Optics is an exciting route for the next generation of computing hardware for machine learning, promising several orders of magnitude enhancement in both computational speed and energy efficiency. However, to reach the full capacity of an optical neural network it is necessary that the computing not only for the inference, but also for the training be implemented optically. The primary algorithm for training a neural network is backpropagation, in which the calculation is performed in the order opposite to the information flow for inference. While straightforward in a digital computer, optical implementation of backpropagation has so far remained elusive, particularly because of the conflicting requirements for the optical element that implements the nonlinear activation function. In this work, we address this challenge for the first time with a surprisingly simple and generic scheme. Saturable absorbers are employed for the role of the activation units, and the required properties are achieved through a pump-probe process, in which the forward propagating signal acts as the pump and backward as the probe. Our approach is adaptable to various analog platforms, materials, and network structures, and it demonstrates the possibility of constructing neural networks entirely reliant on analog optical processes for both training and inference tasks.
Paper Structure (13 sections, 4 equations, 3 figures, 2 tables)
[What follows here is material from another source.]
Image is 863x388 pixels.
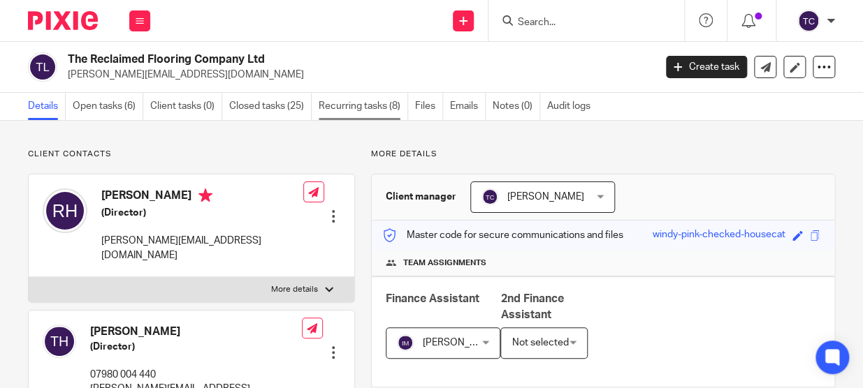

This paper contains 13 sections, 4 equations, 3 figures, 2 tables.

Figures (3)

  • Figure 1: Illustration of optical training.(a) Network architecture of the ONN used in this work, which consists of two fully-connected linear layers and a hidden layer. (b) Simplified experimental schematic of the ONN. Each linear layer performs optical MVM with a cylindrical lens and a spatial light modulator (SLM) that encodes the weight matrix. Hidden layer activations are computed using SA in an atomic vapour cell. Light propagates in both directions during optical training. (c) Working principle of SA activation. The forward beam (pump) is shown by solid red arrows, backward (probe) by purple wavy arrows. The probe transmission depends on the strength of the pump and approximates the gradient of the SA function. For high forward intensity (top panel), a large portion of the atoms are excited to the upper level. Stimulated emission produced by these atoms largely compensates the absorption due to the atoms in the ground level. For weak pump (bottom panel), the excited level population is low and the absorption is significant. (d) Neural network training procedure. (e) Optical training procedure. Both signal and error propagation in the two directions are fully implemented optically. Loss function calculation and parameter update are left for electronics without interrupting the optical information flow.
  • Figure 2: Multi-layer ONN characterisation.(a) Scatter plots of measured against theory results for MVM-1 (first layer forwards), MVM-2a (second layer forwards) and MVM-2b (second layer backwards). All three MVM results are taken simultaneously. Histograms of the signal and noise error for each MVM are displayed underneath. (b) First-layer activations $a^{(1)}_{\rm meas}$ measured after the vapor cell, plotted against the theoretically expected linear MVM-1 output $z^{(1)}_{\rm theory}$ before the cell. The green line is a best fit curve of the theoretical SA nonlinear function. (c) The amplitude of a weak constant probe passed backwards through the vapor cell as a function of the pump $z^{(1)}_{\rm theory}$, with constant input probe. Measurements for both forward and backward beams are taken simultaneously.
  • Figure 3: Optical training performance.(a) Decision boundary charts of the ONN inference output for three different classification tasks, after the ONN has been trained optically (top) or in-silico (bottom). (b) Learning curves of the ONN for classification of the 'rings' dataset, showing mean and standard deviation of the validation loss and accuracy averaged over 5 repeated training runs. Shown above are decision boundary charts of the ONN output for the test set, after different epochs. (c) Evolution of output neuron values, and of output errors, for the training set inputs of the two classes.